Charts

What an Echoeboard line actually counts.

Every row on an Echoeboard chart is a number. Every number is a count. This is what the count includes, what it excludes, and why the same number on a different chart can mean two different things.

4 min readBy The GlueArrow Editors, Newsroom
ShareWhatsAppXLinkedInFacebook

Most national charts in most markets are, historically, a press release. A song appears near the top because the right party said so. Echoeboard publishes a chart that can be walked backwards — from the headline number to the station that contributed, to the minute it contributed, to the row in the ledger the minute sits in.

What the count is

A chart line on Echoeboard is the sum of qualifying detections of a work during the chart window. A detection qualifies when the work has been registered and claimed, when the station is a partner on the network, when the broadcast is complete rather than clipped, and when the same detection has not already been counted by another row of the same chart.

  • Registered — the work is in the DNA Registry at the moment of broadcast.
  • Claimed — the rights-holder has an identity the platform can route to.
  • Complete — the broadcast ran long enough to be counted as a full play under the chart's rules.
  • Unique — a detection counted toward one row cannot be counted toward the same row again.

What the count is not

  • An estimate. A chart number is a count of rows the platform holds, not a projection from a sample.
  • A proxy for streaming. The streaming count is a separate line on a separate chart.
  • A weighted blend of airplay and social. Blended charts are labelled as such and methodology is published per chart.
  • Sales or revenue. Chart standing and earnings are different quantities on the same ledger.

Why the same number can mean two different things

Echoeboard ships one hundred and one chart types across six continents. A song can hold position on a national airplay chart while sitting lower on a regional streaming chart and differently again on a genre cross-chart. The number is the same count mechanism everywhere. The window, the surface, and the eligibility rules change — and the methodology panel on every chart sets out which ones apply.
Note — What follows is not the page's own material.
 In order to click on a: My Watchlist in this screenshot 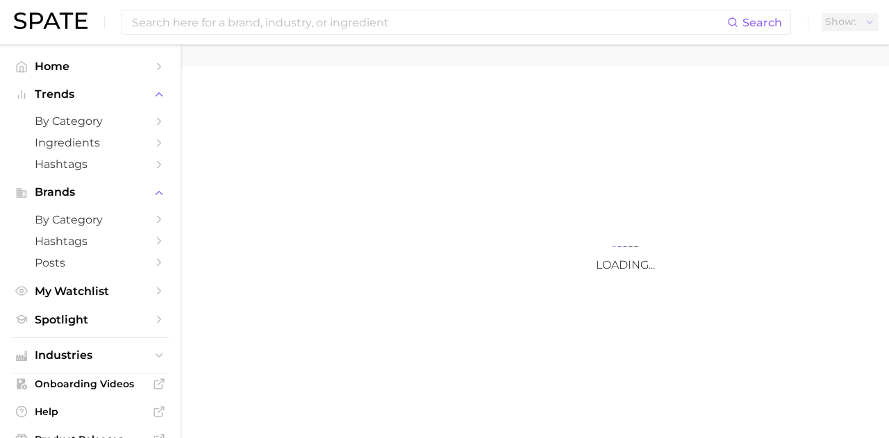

What drills down from a chart row

Every row on every chart carries a drill-down to the evidence underneath it. A reader can open a chart row and see the detections that made the count — station by station, minute by minute — bounded by what the chart window permits. A chart that cannot be walked back into its ledger is not a chart Echoeboard will publish.

A chart that cannot be walked back into its ledger is not a chart Echoeboard will publish.